Why This Engineered Detour Was a Decisive Win #

This more sophisticated, multi-stage workflow wasn't just a fancy detour. It delivered tangible advantages:

  1. The Spec as Bedrock: An LLM-generated spec of the "as-is" system is invaluable. It's your source of truth.
  2. The Prompt Plan as Your GPS: Transforming the spec into an LLM-generated, step-by-step build plan (with tests and context baked in!) was the masterstroke. It massively de-risked the generation phase.
  3. Iterative, Test-Driven Generation: Small, verifiable steps, each with its own LLM-generated tests, meant quality was built-in, not bolted on. No more "big bang" generation followed by an eternity of debugging.
  4. Explicit Context Management: The plan dictating precisely what prior code was needed for the current step eliminated huge amounts of LLM "hallucination" and context drift.
  5. True Human-LLM Symbiosis: This wasn't "fire and forget." It was a structured collaboration:
    • Human: Defines overall goal, strategy, and validates critical outputs.
    • LLM 1 (Analyzer): Old Code -> Detailed Technical Specification.
    • Human: Validates/Refines Spec.
    • LLM 2 (Architect): Spec -> Detailed, Iterative Prompt Plan (including test strategy & context dependencies).
    • Human: Validates/Refines Plan.
    • LLM 3 (Coder): Executes Plan prompts iteratively -> Code + Tests.
    • Human: Reviews, integrates, and provides oversight at each step.
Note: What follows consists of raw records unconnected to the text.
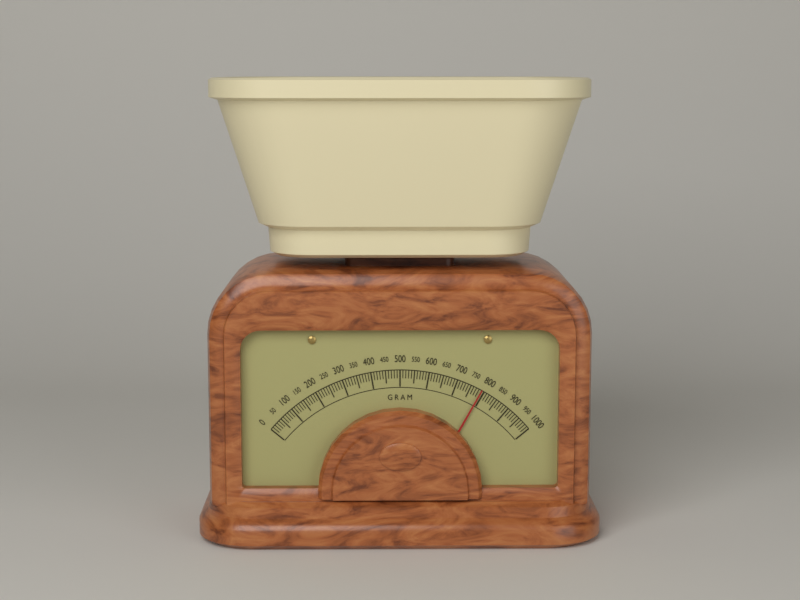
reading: 790 g
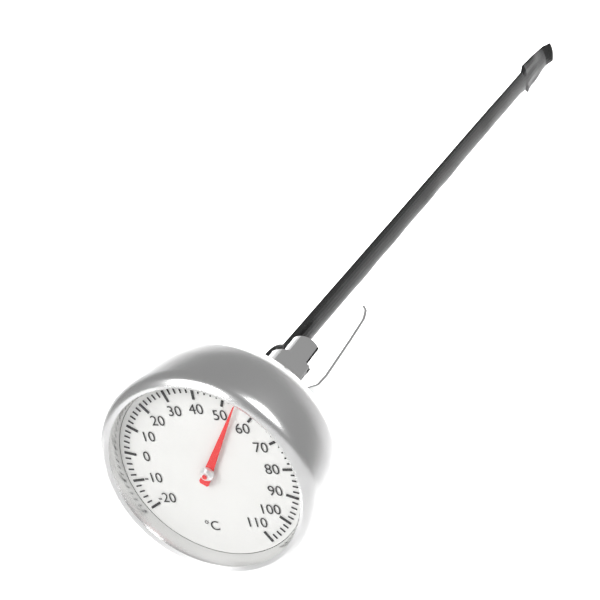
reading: 54 °C
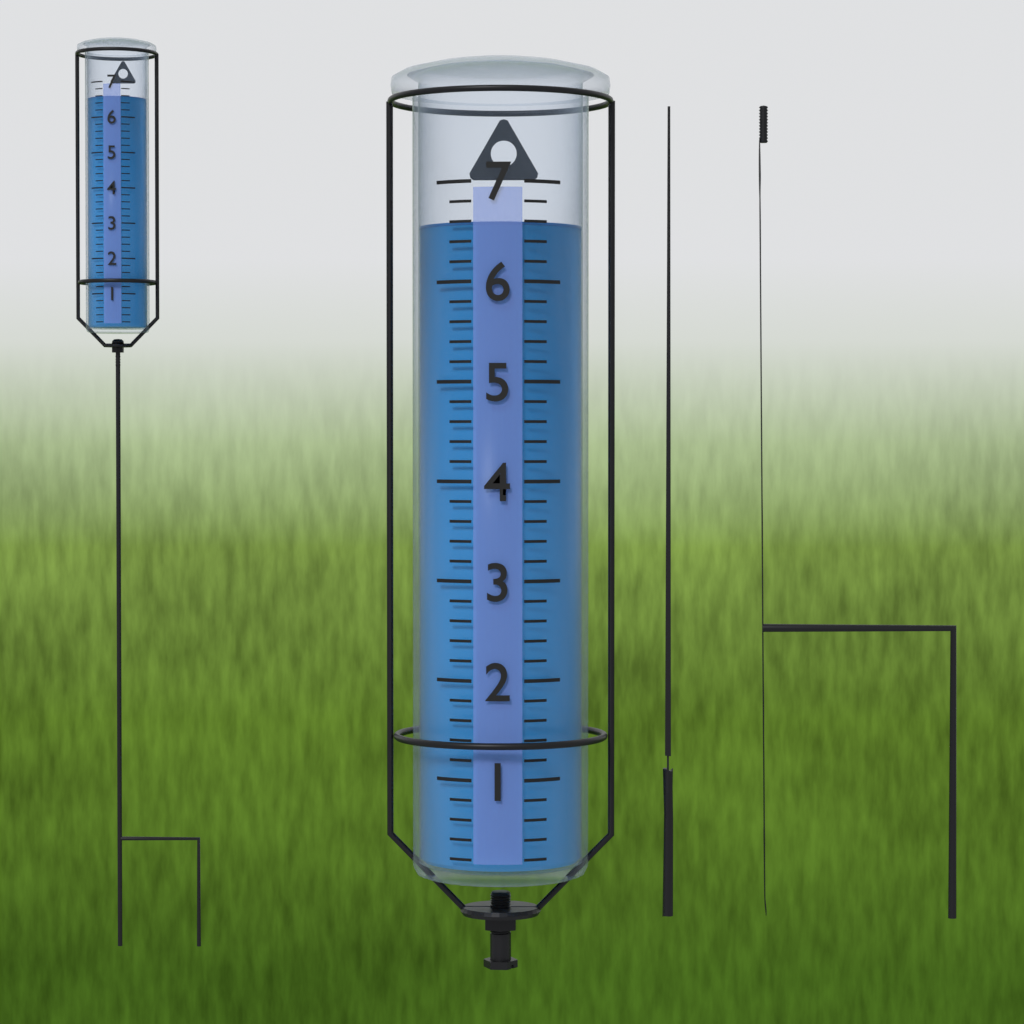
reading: 6.6 (no unit)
LLMs: Your New Power Toolset, Not Just a Fancy Hammer #

The takeaway from this journey? LLMs are evolving far beyond simple autocomplete or boilerplate generation. With the right strategy, they become integral components of a highly effective, sophisticated development workflow.

This migration saga, from a daunting Vue 2 modernization request to a multi-stage, LLM-orchestrated build, has fundamentally reshaped my view of these tools. The question is no longer just "Can an LLM do X?" It's "How can I architect a workflow with LLMs to achieve X reliably, efficiently, and with higher quality?"

What are your war stories with complex LLM workflows? Have you experimented with multi-LLM pipelines or used them for strategic planning phases? Drop your insights in the comments – we're all navigating this new terrain together.


Bottom line: LLMs didn't just port my app; they forced a smarter way to engineer the development process itself. And that, my friends, is where the real, sustainable leverage lies. No fluff, just a better way to build.